Many accounts of the discovery of the alluring blue tanzanite have found their way into print, most of them quite misleading or simply wrong.
The stone, which was the first new gem of commercial importance since the discovery of alexandrite in April 1834, was found on July 7, 1967 by Manuel de Souza.
De Souza, known as Mad Manuel due to his overwhelming passion for prospecting in the African bush unarmed and on foot, began his prospecting adventures on the Lupa Goldfields of western Tanganyika, India in 1939. But when it became unprofitable to mine gold after World War II, he moved to Dar es Salaam.
As there were no minerals to seek in the coastal region, de Souza departed for the Shinyanga diamond fields but Tanzanian prospecting licences for diamonds were nearly impossible to get, due to the monopoly of the Williamson Diamond Mines.
Following a period in the region of Lake Victoria, de Souza moved to Arusha to try his luck in the Kilimanjaro area.
On Easter weekend in 1967, his feet got particularly itchy and he hired a pickup and driver to drop him and his equipment at a destination he had selected southeast of Arusha.

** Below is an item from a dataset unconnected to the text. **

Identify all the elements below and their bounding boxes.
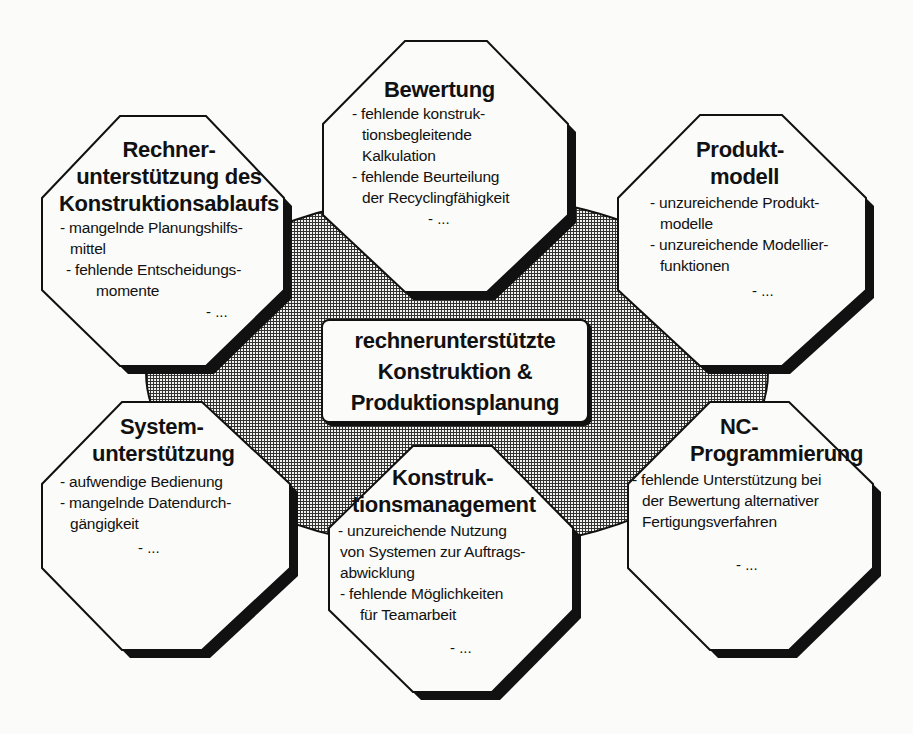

Not having anticipated how bad the roads were, the driver refused to go further than a village called Mtakuja, deep in Maasai country. There, tens of miles short of the agreed-upon destination, de Souza was unceremoniously off-loaded from the vehicle.
He didn't know it yet but such serendipity had brought him to a spot about four miles from the future tanzanite find.
Jump forward to June 7 when de Souza, accompanied by four men he had hired in Mtakuja for mere shillings a day, stumbled across a transparent blue stone sitting on the surface of the ground.
From its colour he thought it sapphire but dismissed this when he tested its hardness.
Back in Arusha, he consulted the only reference book on mineralogy in his possession and decided that olivine (also known as peridot) was the closest match to his stone.
He registered it as such on July 25, 1967 - a move prompted by the Tanzanian law that required prospectors to specify the minerals before registering a mining claim.
It did not take de Souza long to discover that the gem was not olivine, but he remained at a loss as to its actual identity. Some said it was dumortierite, others argued cordierite. Swahili-speaking prospectors fittingly-labelled it Skaiblu, meaning sky blue.
Around this time, de Souza sent samples to the Gemological Institute of America (GIA), perhaps the only lab with the equipment at the time to identify zoisite.
Ultimately, however, it was a Tanzanian government geologist named Ian McCloud who eventually identified the mysterious sky-blue gem as tanzanite, though the gem wasn't named until samples reached Tiffany and Company vice president Henry Platt.
Platt appreciated the beauty of the material and subsequently coined the name tanzanite, in reference to its country of origin.